Scientists found most promising habitable exoplanets

Scientists found most promising habitable exoplanets
Credit: ESA, European Southern Observatory and NASA’s Goddard Space Flight Center.

In a new study, researchers identified the most promising target stars for life.

The list is for NASA’s new Transiting Exoplanet Survey Satellite (TESS).

It is designed to ferret out habitable exoplanets and will observe 400,000 stars across the whole sky to catch a glimpse of a planet transiting across the face of its star.

The research was done by a team of astronomers from Cornell University, Lehigh University, and Vanderbilt University.
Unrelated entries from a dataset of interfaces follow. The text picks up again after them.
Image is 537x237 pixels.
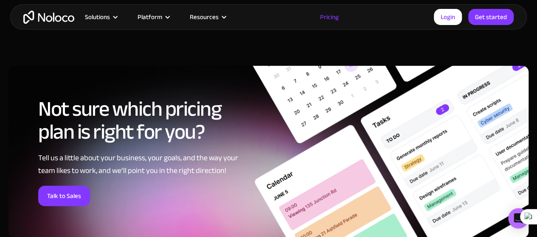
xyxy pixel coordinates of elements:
div: Resources [179,11,236,22]
a: Get started [468,9,514,25]
div: Platform [138,11,162,22]
div: Solutions [74,11,127,22]
a: Talk to Sales [38,186,90,206]
div: Resources [190,11,219,22]
div: Platform [127,11,179,22]
div: Open Intercom Messenger [508,208,528,229]
div: Tell us a little about your business, your goals, and the way your team likes to work, and we’ll ... [38,152,253,177]
h2: Not sure which pricing plan is right for you? [38,98,253,143]
a: home [23,11,74,24]
div: Solutions [85,11,110,22]
a: Pricing [309,11,349,22]
a: Login [434,9,462,25]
The catalog includes 1,822 stars for which TESS is sensitive enough to spot Earth-like planets during its mission.

The stars selected for the catalog are bright, cool dwarfs, with temperatures between 2,700 and 5,000 degrees Kelvin. The closest stars are only about 6 light-years from Earth.

For 408 stars among them, TESS can glimpse a planet just as small as Earth, with similar irradiation, in one transit alone.

The team suggests that this catalog is important for TESS to find the closest Earth-analogs.

The catalog also contains a subset of 227 stars for which TESS can not only probe for planets but also for which TESS can also probe out farther.

This will allow scientists to probe potentially habitable worlds around hundreds of cool stars during the TESS mission’s lifetime.

In addition, a total of 137 stars in the catalog are within the continuous viewing zone of NASA’s James Webb Space Telescope, now under construction.

The lead author is Lisa Kaltenegger, professor of astronomy at Cornell, director of Cornell’s Carl Sagan Institute and a member of the TESS science team.

In addition to Kaltenegger, Joshua Pepper of Lehigh University and Keivan Stassun and Ryan Oelkers of Vanderbilt University contributed to the catalog.

The study is published in Astrophysical Journal Letters.